During the European Renaissance, an age marked equally by revolutionary thought and constant warfare, it was armies, rather than philosophers, who shaped the modern European nation state. "Mobile cities" of mercenaries and other paid soldiers - made up of astonishingly diverse aggregations of ethnicities and nationalities - marched across the land, looting and savaging enemy territories.
In the 15th century, Poland hired German, Spanish, Bohemian, Hungarian, and Scottish soldiers. Later, Sweden fought in Muscovy with Irish, English, Scottish, French, and German troops. Units of Croats, Germans, Walloons, Albanians, and especially Swiss, served in French armies. In the Netherlands, Italians and Spaniards fought beside Irishmen, Germans, Dalmatians, and Walloons. Regiments of Swiss pikemen fought for Spain, France, and Venice, as well as for German and Italian princes. Companies of Poles, Hungarians, and Croatians fought in German regiments.
Growing national economies, unable to pay or feed massed armies for any length of time, thus became war states, an early nationalism which would later consume modern Europe. Furies: War in Europe, 1450-1700, by acclaimed historian of the Renaissance Lauro Martines, compellingly and simply delivers the story of modern Europe's martial roots, capturing the brutality of early modern war and how it shaped the history of a continent.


- [Exercise]:
Each line of the listing that includes "location" should be reported.

------

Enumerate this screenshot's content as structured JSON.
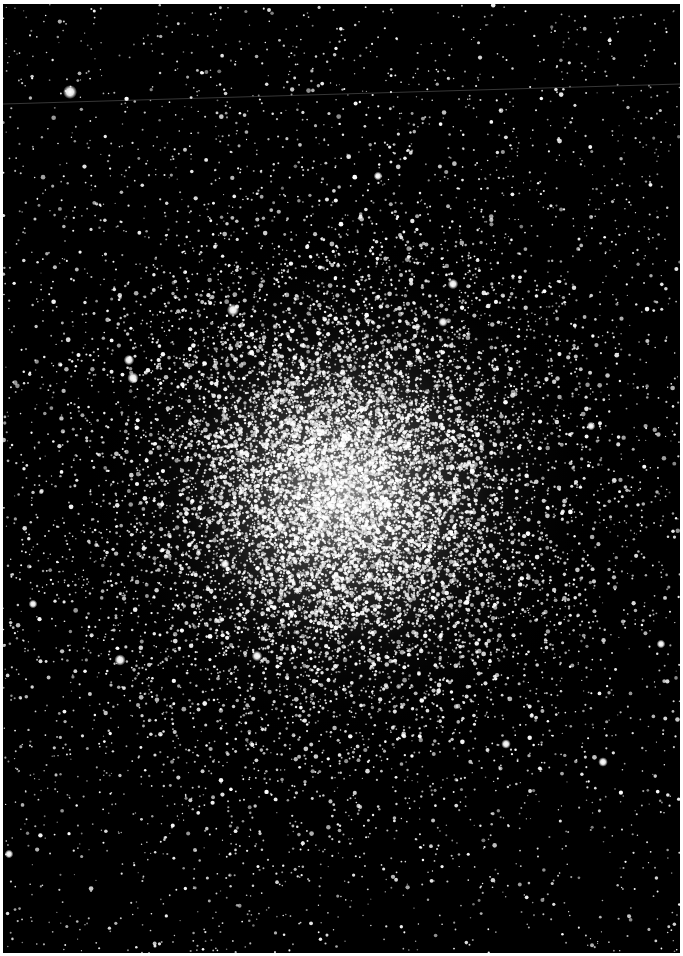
{
  "image": {
    "subject": "globular star cluster",
    "width": 683,
    "height": 956,
    "border_color": "#ffffff",
    "sky_color": "#000000",
    "star_color": "#ffffff"
  },
  "photo_area": {
    "left": 3,
    "top": 4,
    "width": 677,
    "height": 949
  },
  "cluster": {
    "core_x": 340,
    "core_y": 488,
    "core_radius": 70,
    "halo_radius": 260,
    "dense_star_count": 14000,
    "field_star_count": 2600
  },
  "satellite_trail": {
    "x1": 0,
    "y1": 100,
    "x2": 677,
    "y2": 80,
    "color": "rgba(200,200,200,0.35)"
  },
  "bright_stars": [
    {
      "x": 67,
      "y": 88,
      "r": 3.2
    },
    {
      "x": 230,
      "y": 306,
      "r": 2.8
    },
    {
      "x": 130,
      "y": 374,
      "r": 2.6
    },
    {
      "x": 126,
      "y": 356,
      "r": 2.4
    },
    {
      "x": 117,
      "y": 656,
      "r": 2.6
    },
    {
      "x": 450,
      "y": 280,
      "r": 2.4
    },
    {
      "x": 375,
      "y": 172,
      "r": 2.0
    },
    {
      "x": 600,
      "y": 758,
      "r": 2.2
    },
    {
      "x": 30,
      "y": 600,
      "r": 2.0
    },
    {
      "x": 503,
      "y": 740,
      "r": 2.2
    },
    {
      "x": 6,
      "y": 850,
      "r": 2.0
    },
    {
      "x": 254,
      "y": 652,
      "r": 2.4
    },
    {
      "x": 440,
      "y": 318,
      "r": 2.2
    },
    {
      "x": 588,
      "y": 422,
      "r": 2.0
    },
    {
      "x": 658,
      "y": 640,
      "r": 2.0
    },
    {
      "x": 222,
      "y": 560,
      "r": 2.2
    }
  ]
}
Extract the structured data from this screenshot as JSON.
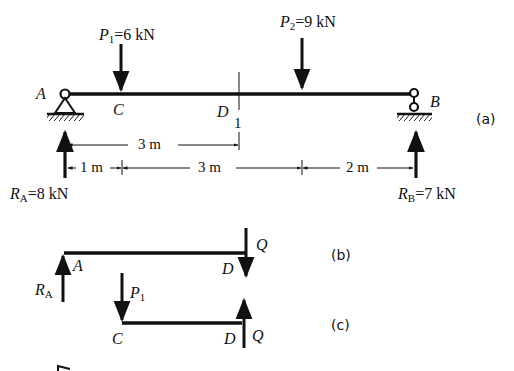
{
  "figure": {
    "panels": [
      {
        "id": "a",
        "tag": "(a)"
      },
      {
        "id": "b",
        "tag": "(b)"
      },
      {
        "id": "c",
        "tag": "(c)"
      }
    ]
  },
  "panel_a": {
    "points": {
      "A": "A",
      "B": "B",
      "C": "C",
      "D": "D"
    },
    "section_mark": "1",
    "loads": {
      "P1": {
        "symbol": "P",
        "sub": "1",
        "value": "=6 kN"
      },
      "P2": {
        "symbol": "P",
        "sub": "2",
        "value": "=9 kN"
      }
    },
    "reactions": {
      "RA": {
        "symbol": "R",
        "sub": "A",
        "value": "=8 kN"
      },
      "RB": {
        "symbol": "R",
        "sub": "B",
        "value": "=7 kN"
      }
    },
    "dimensions": {
      "A_to_D": "3 m",
      "A_to_C": "1 m",
      "C_to_P2": "3 m",
      "P2_to_B": "2 m"
    }
  },
  "panel_b": {
    "points": {
      "A": "A",
      "D": "D"
    },
    "reaction": {
      "symbol": "R",
      "sub": "A"
    },
    "shear": "Q"
  },
  "panel_c": {
    "points": {
      "C": "C",
      "D": "D"
    },
    "load": {
      "symbol": "P",
      "sub": "1"
    },
    "shear": "Q"
  },
  "colors": {
    "ink": "#111111",
    "background": "#ffffff"
  }
}
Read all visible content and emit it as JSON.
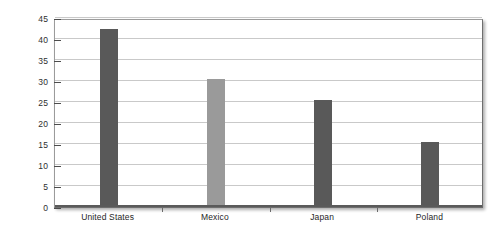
{
  "chart_data": {
    "type": "bar",
    "title": "",
    "xlabel": "",
    "ylabel": "Percentage",
    "categories": [
      "United States",
      "Mexico",
      "Japan",
      "Poland"
    ],
    "values": [
      42.5,
      30.5,
      25.5,
      15.5
    ],
    "series": [
      {
        "name": "Percentage",
        "values": [
          42.5,
          30.5,
          25.5,
          15.5
        ]
      }
    ],
    "bar_colors": [
      "#595959",
      "#9a9a9a",
      "#595959",
      "#595959"
    ],
    "ylim": [
      0,
      45
    ],
    "ytick_values": [
      0,
      5,
      10,
      15,
      20,
      25,
      30,
      35,
      40,
      45
    ],
    "ytick_labels": [
      "0",
      "5",
      "10",
      "15",
      "20",
      "25",
      "30",
      "35",
      "40",
      "45"
    ],
    "grid": true,
    "grid_axis": "y",
    "grid_color": "#c9c9c9",
    "legend": false,
    "legend_position": "none",
    "plot_background": "#ffffff",
    "frame_color": "#9b9b9b",
    "axis_color": "#5a5a5a",
    "text_color": "#2e2e2e"
  }
}
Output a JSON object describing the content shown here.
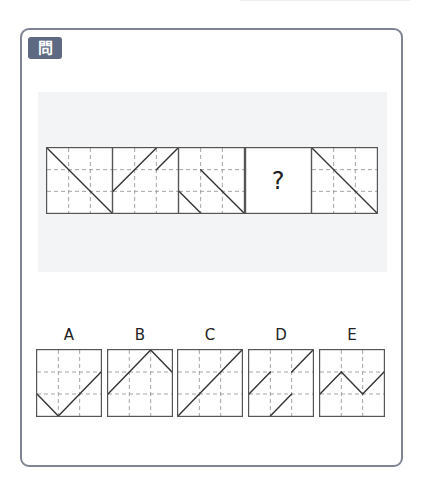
{
  "question": {
    "badge_label": "問14"
  },
  "sequence": {
    "boxes": [
      {
        "index": 1,
        "segments": [
          [
            0,
            0,
            3,
            3
          ]
        ]
      },
      {
        "index": 2,
        "segments": [
          [
            0,
            2,
            2,
            0
          ],
          [
            2,
            1,
            3,
            0
          ]
        ]
      },
      {
        "index": 3,
        "segments": [
          [
            1,
            1,
            3,
            3
          ],
          [
            0,
            2,
            1,
            3
          ]
        ]
      },
      {
        "index": 4,
        "unknown": true,
        "label": "?"
      },
      {
        "index": 5,
        "segments": [
          [
            0,
            0,
            3,
            3
          ]
        ]
      }
    ]
  },
  "options": [
    {
      "label": "A",
      "segments": [
        [
          0,
          2,
          1,
          3
        ],
        [
          1,
          3,
          3,
          1
        ]
      ]
    },
    {
      "label": "B",
      "segments": [
        [
          0,
          2,
          2,
          0
        ],
        [
          2,
          0,
          3,
          1
        ]
      ]
    },
    {
      "label": "C",
      "segments": [
        [
          0,
          3,
          3,
          0
        ]
      ]
    },
    {
      "label": "D",
      "segments": [
        [
          0,
          2,
          1,
          1
        ],
        [
          2,
          1,
          3,
          0
        ],
        [
          1,
          3,
          2,
          2
        ]
      ]
    },
    {
      "label": "E",
      "segments": [
        [
          0,
          2,
          1,
          1
        ],
        [
          1,
          1,
          2,
          2
        ],
        [
          2,
          2,
          3,
          1
        ]
      ]
    }
  ],
  "colors": {
    "card_border": "#7f8594",
    "badge_bg": "#5e6a82",
    "band_bg": "#f3f4f5",
    "box_border": "#555555",
    "grid_dash": "#9a9a9a",
    "line": "#333333"
  }
}
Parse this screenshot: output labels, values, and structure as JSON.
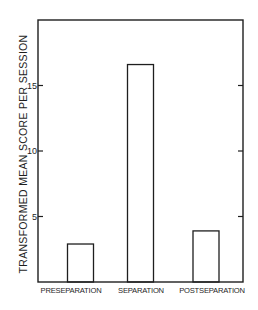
{
  "chart_data": {
    "type": "bar",
    "title": "",
    "xlabel": "",
    "ylabel": "TRANSFORMED MEAN SCORE PER SESSION",
    "categories": [
      "PRESEPARATION",
      "SEPARATION",
      "POSTSEPARATION"
    ],
    "values": [
      2.9,
      16.6,
      3.9
    ],
    "ylim": [
      0,
      20
    ],
    "yticks": [
      5,
      10,
      15
    ],
    "ytick_labels": [
      "5",
      "10",
      "15"
    ],
    "grid": false,
    "legend": null,
    "bar_fill": "#ffffff",
    "bar_stroke": "#1e1e1e"
  }
}
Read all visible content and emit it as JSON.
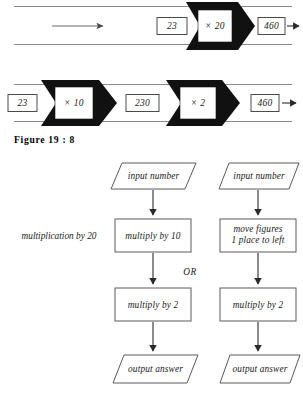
{
  "figure": {
    "caption": "Figure  19 : 8",
    "band_top": {
      "lead_arrow": "arrow-right",
      "input_value": "23",
      "operation": "× 20",
      "output_value": "460",
      "exit_arrow": "arrow-right"
    },
    "band_bottom": {
      "input_value": "23",
      "operation_first": "× 10",
      "intermediate_value": "230",
      "operation_second": "× 2",
      "output_value": "460",
      "exit_arrow": "arrow-right"
    }
  },
  "flowchart": {
    "side_label": "multiplication by 20",
    "or_label": "OR",
    "left_column": {
      "steps": [
        {
          "shape": "parallelogram",
          "text": "input number"
        },
        {
          "shape": "rectangle",
          "text": "multiply by 10"
        },
        {
          "shape": "rectangle",
          "text": "multiply by 2"
        },
        {
          "shape": "parallelogram",
          "text": "output answer"
        }
      ]
    },
    "right_column": {
      "steps": [
        {
          "shape": "parallelogram",
          "text": "input number"
        },
        {
          "shape": "rectangle",
          "text_line1": "move figures",
          "text_line2": "1 place to left"
        },
        {
          "shape": "rectangle",
          "text": "multiply by 2"
        },
        {
          "shape": "parallelogram",
          "text": "output answer"
        }
      ]
    }
  },
  "colors": {
    "ink": "#1a1a1a",
    "rule": "#8a8a8a",
    "block": "#111111",
    "paper": "#ffffff"
  }
}
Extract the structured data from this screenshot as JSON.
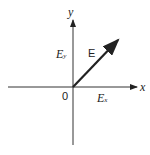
{
  "diagram": {
    "title": "",
    "axes": {
      "x_label": "x",
      "y_label": "y",
      "origin_label": "0"
    },
    "vector": {
      "label": "E",
      "x_component": {
        "symbol": "E",
        "subscript": "x"
      },
      "y_component": {
        "symbol": "E",
        "subscript": "y"
      }
    },
    "colors": {
      "stroke": "#222222",
      "background": "#ffffff"
    }
  }
}
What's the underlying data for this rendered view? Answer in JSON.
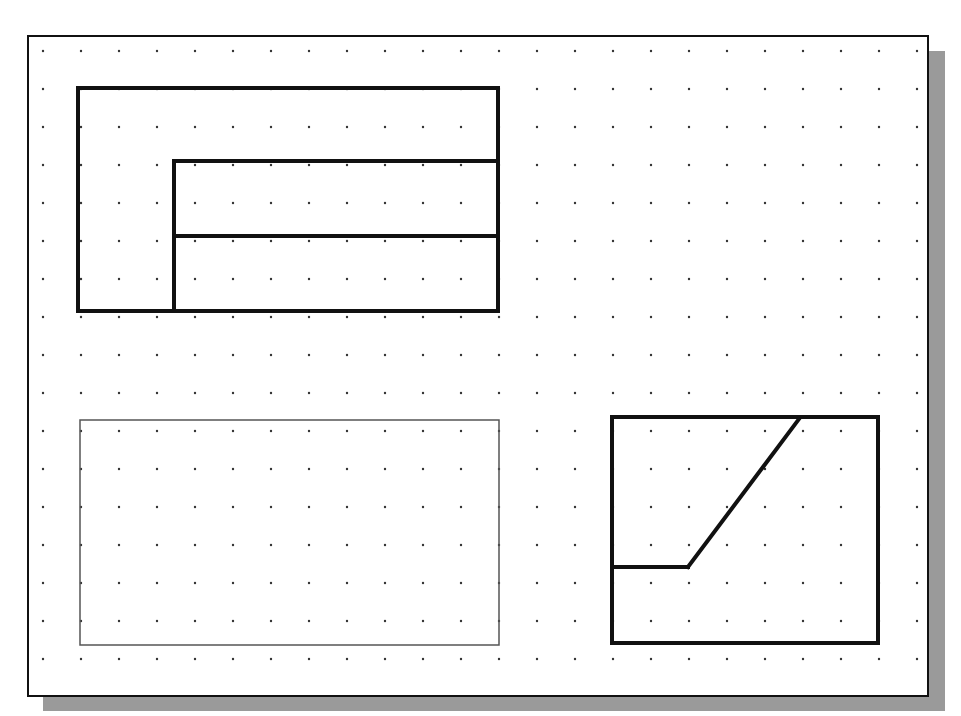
{
  "canvas": {
    "width": 961,
    "height": 716,
    "background": "#ffffff"
  },
  "sheet": {
    "x": 27,
    "y": 35,
    "width": 900,
    "height": 660,
    "border_color": "#111111",
    "shadow_color": "#9a9a9a",
    "shadow_offset": 16
  },
  "grid": {
    "origin_x": 43,
    "origin_y": 51,
    "spacing": 38,
    "cols": 24,
    "rows": 17,
    "dot_color": "#333333",
    "dot_radius": 1.2
  },
  "shapes": [
    {
      "name": "top-view-outer-rect",
      "type": "rect",
      "x": 78,
      "y": 88,
      "width": 420,
      "height": 223,
      "stroke": "#111111",
      "stroke_width": 4
    },
    {
      "name": "top-view-inner-vertical",
      "type": "line",
      "x1": 174,
      "y1": 161,
      "x2": 174,
      "y2": 311,
      "stroke": "#111111",
      "stroke_width": 4
    },
    {
      "name": "top-view-inner-top",
      "type": "line",
      "x1": 174,
      "y1": 161,
      "x2": 498,
      "y2": 161,
      "stroke": "#111111",
      "stroke_width": 4
    },
    {
      "name": "top-view-inner-middle",
      "type": "line",
      "x1": 174,
      "y1": 236,
      "x2": 498,
      "y2": 236,
      "stroke": "#111111",
      "stroke_width": 4
    },
    {
      "name": "front-view-construction-rect",
      "type": "rect",
      "x": 80,
      "y": 420,
      "width": 419,
      "height": 225,
      "stroke": "#555555",
      "stroke_width": 1.5
    },
    {
      "name": "side-view-outer-rect",
      "type": "rect",
      "x": 612,
      "y": 417,
      "width": 266,
      "height": 226,
      "stroke": "#111111",
      "stroke_width": 4
    },
    {
      "name": "side-view-horizontal-edge",
      "type": "line",
      "x1": 612,
      "y1": 567,
      "x2": 688,
      "y2": 567,
      "stroke": "#111111",
      "stroke_width": 4
    },
    {
      "name": "side-view-inclined-edge",
      "type": "line",
      "x1": 688,
      "y1": 567,
      "x2": 799,
      "y2": 419,
      "stroke": "#111111",
      "stroke_width": 4
    }
  ]
}
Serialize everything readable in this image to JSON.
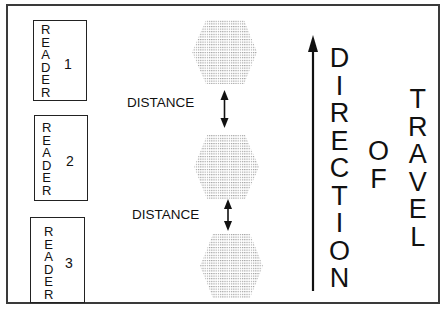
{
  "diagram": {
    "frame_color": "#3a3a3a",
    "readers": [
      {
        "word": "READER",
        "letters": [
          "R",
          "E",
          "A",
          "D",
          "E",
          "R"
        ],
        "number": "1"
      },
      {
        "word": "READER",
        "letters": [
          "R",
          "E",
          "A",
          "D",
          "E",
          "R"
        ],
        "number": "2"
      },
      {
        "word": "READER",
        "letters": [
          "R",
          "E",
          "A",
          "D",
          "E",
          "R"
        ],
        "number": "3"
      }
    ],
    "tags": [
      {
        "shape": "hexagon",
        "fill": "dotted-gray"
      },
      {
        "shape": "hexagon",
        "fill": "dotted-gray"
      },
      {
        "shape": "hexagon",
        "fill": "dotted-gray"
      }
    ],
    "distance_labels": [
      "DISTANCE",
      "DISTANCE"
    ],
    "direction_arrow": {
      "icon": "arrow-up-icon"
    },
    "direction_words": {
      "word1": {
        "text": "DIRECTION",
        "letters": [
          "D",
          "I",
          "R",
          "E",
          "C",
          "T",
          "I",
          "O",
          "N"
        ]
      },
      "word2": {
        "text": "OF",
        "letters": [
          "O",
          "F"
        ]
      },
      "word3": {
        "text": "TRAVEL",
        "letters": [
          "T",
          "R",
          "A",
          "V",
          "E",
          "L"
        ]
      }
    }
  }
}
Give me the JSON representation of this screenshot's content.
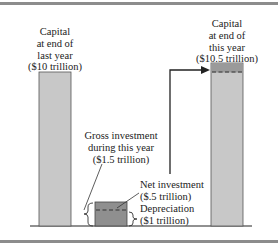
{
  "diagram": {
    "labels": {
      "capital_last_year": [
        "Capital",
        "at end of",
        "last year",
        "($10 trillion)"
      ],
      "capital_this_year": [
        "Capital",
        "at end of",
        "this year",
        "($10.5 trillion)"
      ],
      "gross_investment": [
        "Gross investment",
        "during this year",
        "($1.5 trillion)"
      ],
      "net_investment": [
        "Net investment",
        "($.5 trillion)"
      ],
      "depreciation": [
        "Depreciation",
        "($1 trillion)"
      ]
    },
    "values": {
      "capital_last_year": 10,
      "capital_this_year": 10.5,
      "gross_investment": 1.5,
      "net_investment": 0.5,
      "depreciation": 1,
      "unit": "trillion dollars"
    },
    "colors": {
      "capital_bar": "#c8c8c8",
      "investment_bar": "#8f8f8f",
      "net_cap_band": "#9a9a9a",
      "line": "#222222",
      "rule": "#8c8c8c"
    }
  }
}
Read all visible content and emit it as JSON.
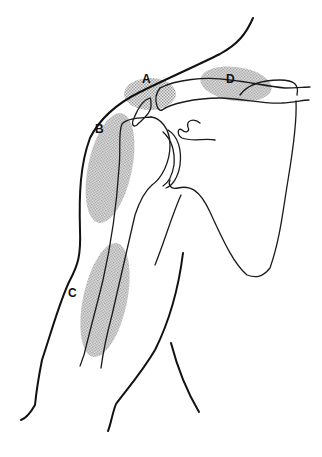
{
  "figure": {
    "type": "anatomical line drawing",
    "regions": [
      {
        "label": "A",
        "location": "acromion / top of shoulder"
      },
      {
        "label": "B",
        "location": "lateral shoulder, over humeral head / deltoid"
      },
      {
        "label": "C",
        "location": "mid upper arm, along humeral shaft"
      },
      {
        "label": "D",
        "location": "along the clavicle"
      }
    ],
    "colors": {
      "line": "#111111",
      "shading": "#9a9a9a",
      "background": "#ffffff"
    }
  }
}
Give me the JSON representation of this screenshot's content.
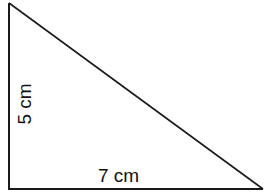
{
  "diagram": {
    "type": "right-triangle",
    "stroke_color": "#1a1a1a",
    "background": "#ffffff",
    "vertices": {
      "top": [
        9,
        3
      ],
      "bottom_left": [
        9,
        189
      ],
      "bottom_right": [
        263,
        189
      ]
    },
    "labels": {
      "height": "5 cm",
      "base": "7 cm"
    }
  }
}
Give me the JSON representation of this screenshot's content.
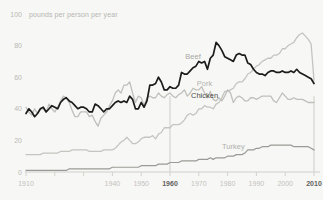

------

- [Solution for this problem]:
        "location": "acromion / top of shoulder"
        "location": "lateral shoulder, over humeral head / deltoid"
        "location": "mid upper arm, along humeral shaft"
        "location": "along the clavicle"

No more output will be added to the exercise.